Previously this test would try to exhaustively test all combinations
of formats and operators, which meant that it would take hours to run.
Instead, generate images randomly and test compositing those.
Cc: chris@chris-wilson.co.uk
This test is a modified version of Siarhei's compositor throughput
benchmark. It's expanded with explicit reporting of memory bandwidth
consumption for the M-test, and with an additional 8x8-random test
intended to determine peak ops/sec capability. There are also quite a
lot more operations tested for.
This test tests compositing with various affine transformations. It is
almost identical to scaling-test, except that it also applies a random
rotation in addition to the random scaling and translation.
- Test many more combinations of formats
- Test destination alpha maps
- Test various different alpha origins
Also add a transformation to the destination, but comment it out
because it is actually broken at the moment (and pretty difficult to
fix).
This tests what happens if you attempt to make an image with an alpha
map that has the image as its alpha map. This results in an infinite
loop in _pixman_image_validate(), so the test sets up a SIGALRM to
exit if it runs for more than five seconds.
This test tries to exploit some corner cases and previously known
bugs in nearest neighbor scaling fast path code, attempting to
crash pixman or cause some other nasty effect.
Some of the tests are quite heavy CPU users and may benefit from
using multiple CPU cores, so the programs from 'test' directory
are now built with OpenMP support. OpenMP is easy to use, portable
and also takes care of making a decision about how many threads
to spawn.
When a trapezoid sample point is exactly on a polygon edge, the rule
is that it is considered inside the trapezoid if the edge is a top or
left edge, but outside for bottom and right edges.
This program tests that for a1 trapezoids.
This program demonstrates three bugs relating to alpha maps:
- When fetching from an alpha map into 32 bit intermediates, we use
the fetcher from the image, and not the one from the alpha map.

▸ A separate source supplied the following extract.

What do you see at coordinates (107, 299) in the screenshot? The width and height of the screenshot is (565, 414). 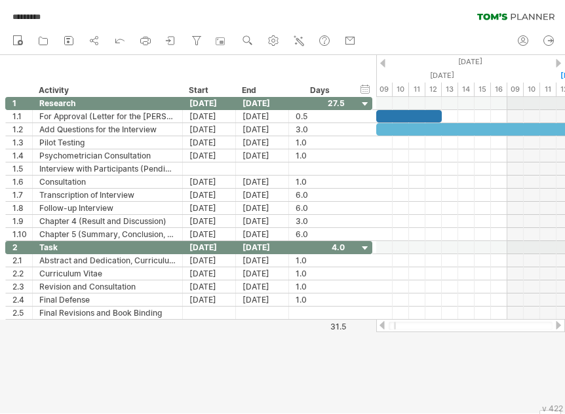 I see `div: Final Defense` at bounding box center [107, 299].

- For 64 bit intermediates we call fetch_pixel_generic_lossy_32()
which then calls fetch_pixel_raw_64, which is NULL because alpha
images are never validated.
- The alpha map should be used *in place* of any existing alpha
channel, but we are actually multiplying it onto the image.
The code and overall method is mostly based on scaling-test. This one
focuses on trying to stress as many different color formats and types
of composition operations as possible.
This is an initial implementation which may need more tuning. Also
not all color format and operator combinations are actually used.
When cpu specific optimizations are disabled, this test provides
identical deterministic results on x86, PPC and ARM.
Script blitters-test-bisect.rb now works in non-stop mode, until
it finds any problem. This allows to run it for example overnight
in order to test a lot more variants of pixman calls and increase
chances of detecting problems in pixman. Just like with scaling-test,
running blitters-test binary alone with no command line arguments
runs a small predefined number of tests and compares checksum
with a reference value for quick verification.
According to the RENDER spec, the origin of the alpha map is
interpreted relative to the origin of the drawable of the image, not
the origin of the drawable of the alpha map.
This commit fixes that and adds an alpha-test.c test program.
The only use of alpha maps I have been able to find is in Qt and they
don't use a non-zero alpha origin.
This test script can help in finding regressions in image scaling
fastpath implementations. It uses test program compiled with
and without fastpath code and can compare results of execution
for different pseudorandom compositing operations involving scaling.
Signed-off-by: Søren Sandmann Pedersen <sandmann@redhat.com>
The tests were including pixman.h, but pixman.h couldn't find pixman-version.h
because it was in $(top_builddir)/pixman rather than $(top_srcdir)/pixman.